Is the right ventricle ever a problem in LVAD patients? It certainly can be. Two per cent of patients who have raised pulmonary vascular resistance require temporary right-sided support within two weeks of the implant, but after three months, problems with right ventricular failure are rare. However, stroke and gastrointestinal bleeding rates are higher when the right ventricle is struggling and the glomerular filtration rate falls. Bear in mind that transplantation is off limits for all patients with pulmonary hypertension, unless pulmonary vascular resistance falls with LVAD use over time.27,28 In the meantime, total artificial hearts are still used for bridge to transplantation in patients with severe right heart failure or cardiac tumours where the whole heart must be removed (figure 6).
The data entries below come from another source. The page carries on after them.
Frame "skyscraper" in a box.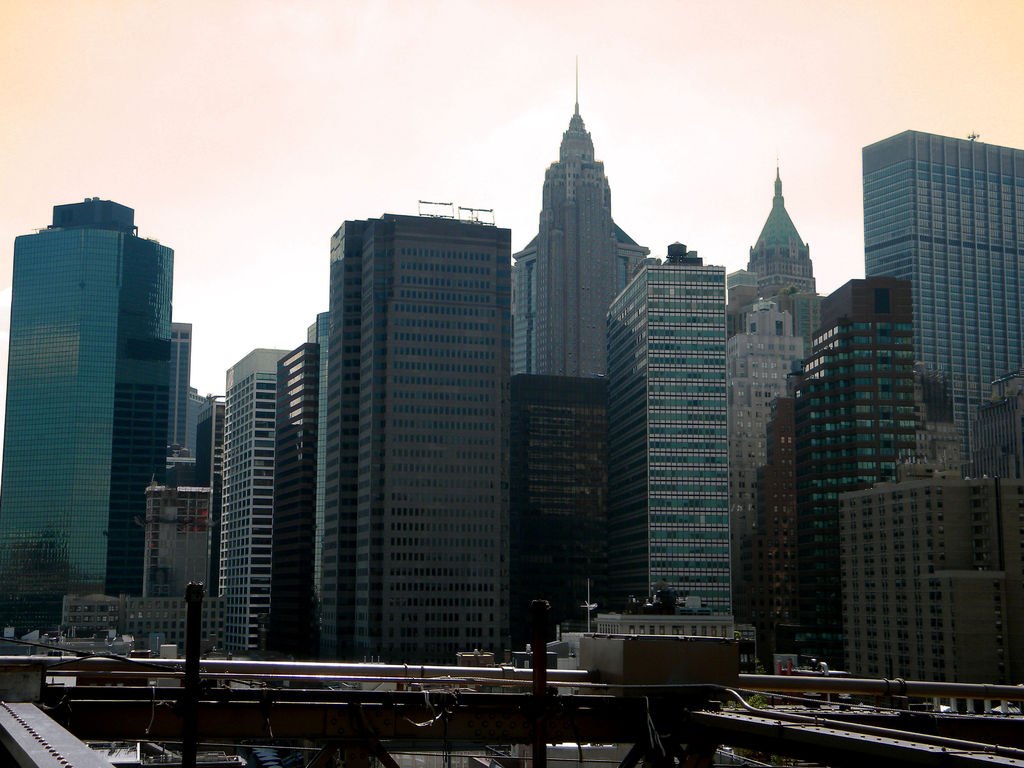
15 168 206 637.
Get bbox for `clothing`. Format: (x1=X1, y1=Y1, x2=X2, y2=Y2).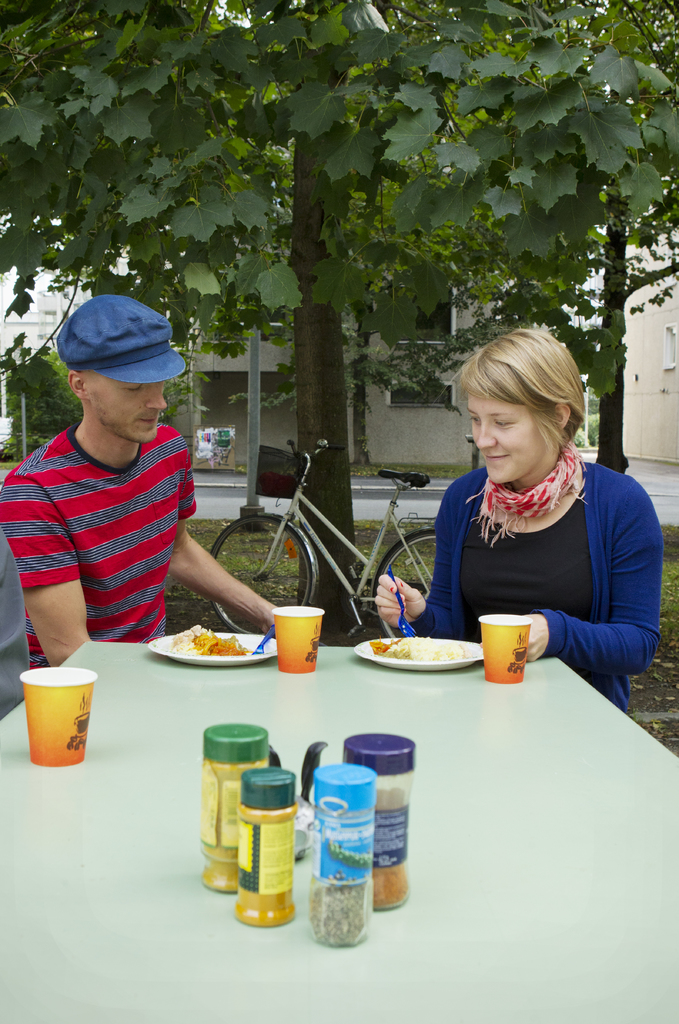
(x1=0, y1=426, x2=198, y2=669).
It is more than 20 years since my operation on Peter Houghton. That gave an end-stage patient many years of good quality life, allowing him to travel to the US and Europe to demonstrate the efficacy of rotary blood pump technology. Subsequently, many LVAD patients have exceeded 10 years’ survival with few adverse events. Despite that, the NHS still does not recognise the LVAD as an alternative to transplantation.
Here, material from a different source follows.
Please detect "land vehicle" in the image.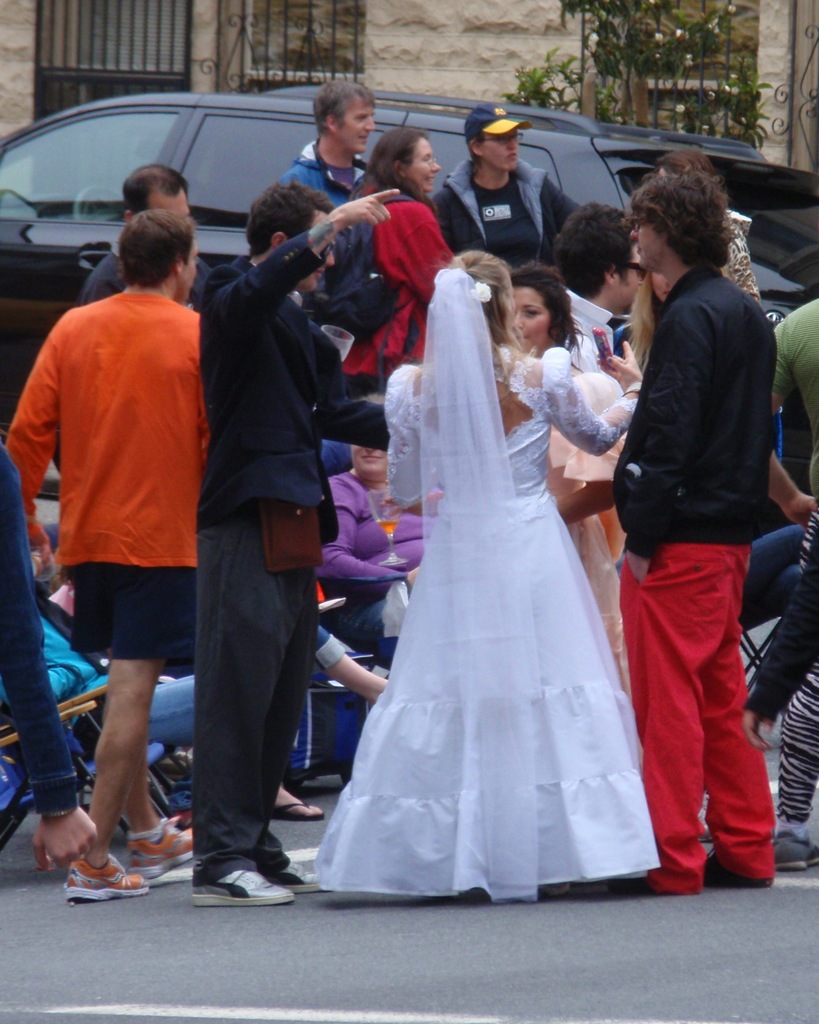
0:84:818:432.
Will pig hearts ever prove acceptable as an ‘off-the-shelf’ commodity, as the media suggests? The great transplant pioneer, Norman Shumway, used to say “xenotransplants are something for the future and always will be”. And notably his cardiac surgeon daughter, Sarah, is a VAD enthusiast.26 Whether those impressive genetic manipulations can provide a colony of pigs for slaughter on demand is one thing. The need for lifelong immunosuppression with its frequent complications is another. That said, the more methods we have to relieve the ravages of severe heart failure, the better.
Conclusion
We now suggest that an electively implanted tether-free LVAD will emerge as a better option than a donor heart, let alone one from a pig.9 As a manufactured product, the procedure has widespread applicability for all age groups without ethical, cultural or religious objections. What is more, LVADs are used to treat sicker individuals (table 1), and offloading the failing left ventricle helps to improve innate cardiac function. Elimination of driveline infection should, in turn, reduce the propensity for thromboembolism.29,30
We hope to introduce the Calon MiniVAD into clinical practice by the end of 2022.
Key messages
- For the past decade, electively implanted rotary blood pumps have provided symptomatic relief and a survival equivalent to cardiac transplantation
- Given the shortage of donor organs, and the complications of immunosuppression, set against substantial improvements in LVAD technology, mechanical circulatory support is emerging as the ‘gold-standard’ treatment for severe heart failure, without the limits of age or comorbidity
- It is inhumane and, arguably, unethical to deny symptomatic relief on the grounds of cost. All front-line cardiac centres should be equipped with ventricular assist devices, both temporary and permanent, just as they have pacemakers and implantable defibrillators
Conflicts of interest
As stated in the text, SW is founder and director of Calon CardioTechnology. After 30 years as senior cardiac surgeon in Oxford he retired from the NHS in 2017. He is author of the Sunday Times best sellers, Fragile Lives and The Knife’s Edge.
Funding
None.
Patient consent
Details of all patients described are in the public domain.